Hi,I have a machine just like yours, ( but in Argentina ) it will be possible that mine does not have the piece you took off to place the dado set ? Do you know if only the versions of machines for the United States have it? because mine apparently can't be removed...it's like a single piece..Thank you for your comments ! greetings
Hi Coffee, I don't think you can get a new arbor as this is specified when the machine is ordered. If you can get Felder to sell you one, it would be a major undertaking to replace it.
Usually on a dado stack, the outside blades have two different types of teeth: flattop and angled. The angled tooth is to reduce chipout when the stack exits the board or panel. For that to be effective, those teeth have to be just a little bit longer than the flattop teeth. In most cases, only you will see this (most people won't). Especially in larger projects. In small projects, it may be more apparent. If you want to eliminate the bat wings, you can: use a blade with all flattop teeth and make multiple cuts; use a router; or clean up after the dado stack with a router plane. Some manufacturers also create Box Joint stacks which don't have angled teeth. I also get bat wings on my groover heads for my shaper.
Hi! The arbor on my B3 is what the factory ships. I wasn't given a choice at the time of my order.
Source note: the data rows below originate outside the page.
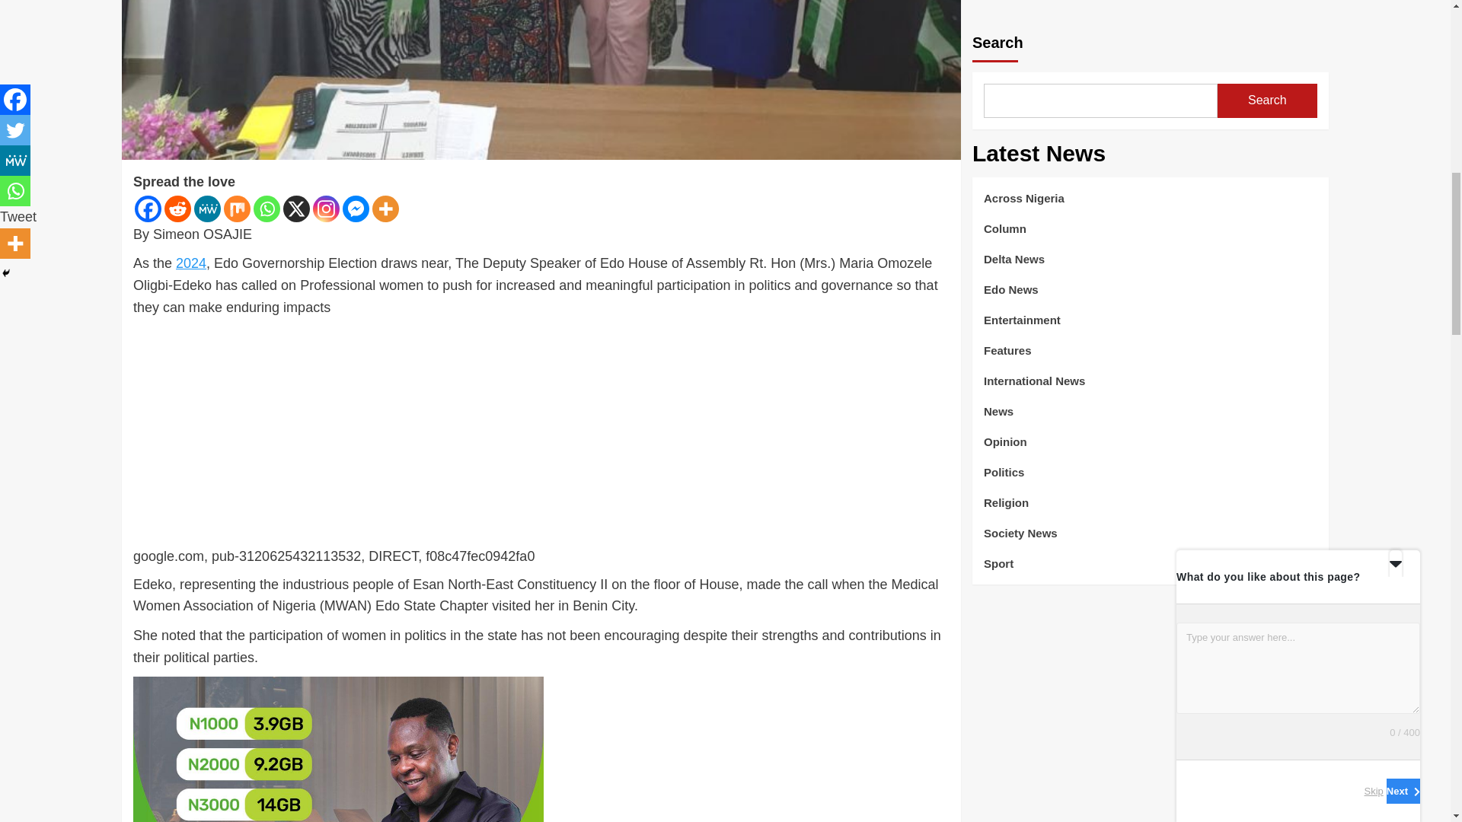  Describe the element at coordinates (177, 209) in the screenshot. I see `Reddit` at that location.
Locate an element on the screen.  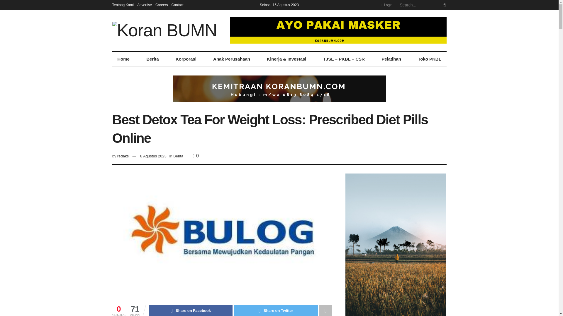
Berita is located at coordinates (152, 59).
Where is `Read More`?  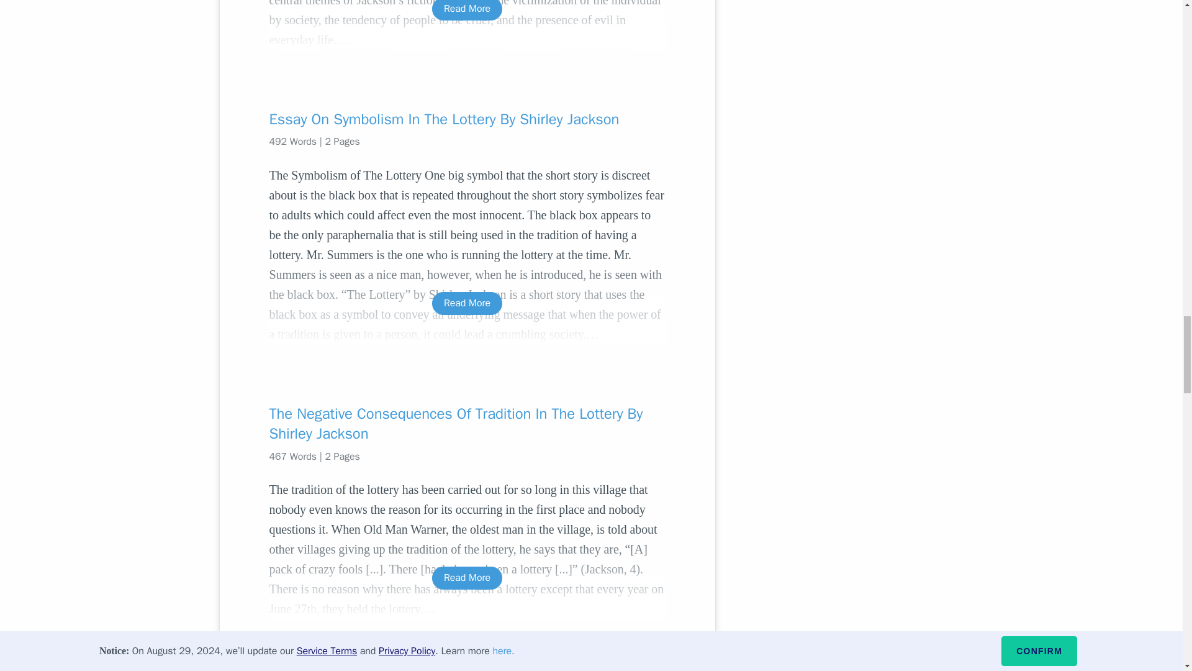 Read More is located at coordinates (467, 578).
It's a 30mm with two locking posts. Once I found some blade manufactures, it hasn't been a problem finding something that works. For special blades, such as my dado stack, it does up the price.
When you order from Forrest, there are a lot of different arbor choices. For a Felder machine, it's a "30mm bore with 2 pinholes". The price is $90 more than a 5/8" bore.
@@dblehar Have you completely ruled out the Felder dado? I went with their dado after having very positive results on my A26 with their silent power cutter. The ability to rotate a dull or nicked piece of carbide is huge and their dado set uses the same setup.
I can get 23/32" worth. That makes use of 3 of the 1/8" chippers and there's an 1/8" chipper that has a slightly thinner body (I hadn't noticed it before). That would be pushing the safety limits.
@@CutitwithaHammer That 1/8" chipper with the thinner body is most likely a 1/32" chipper. The set comes with 4x 1/8", 1x 1/16", and 1x 1/32" chippers, allowing you to make dados such as 23/32" wide. I have the same set for my K3.
@@stevewurster I apparently didn't read the literature for the Dado King set. I'm terrible about reading such things. I should do better. I did go out and measure the bodies of each of the chipper blades. There are four 1/8", one 1/16", and one 3/32", which matches up with the Forrest documentation. Thanks for pointing that out. I'm curious about how the 1/32" chipper works for you. That's pretty thin. But if it's sandwiched in between stiffer chippers or outer blades, then I suppose it's going to work well. How old is your set?
@@CutitwithaHammer I bought my set about a year ago. I don't use it that often, mostly because it is time consuming to install it and remove it. I don't think I've used the 1/32" chipper yet, but I would assume it works well when sandwiched around other blades. I definitely used a chipper that small on a different brand dado set back before I had a slider, and that worked fine then.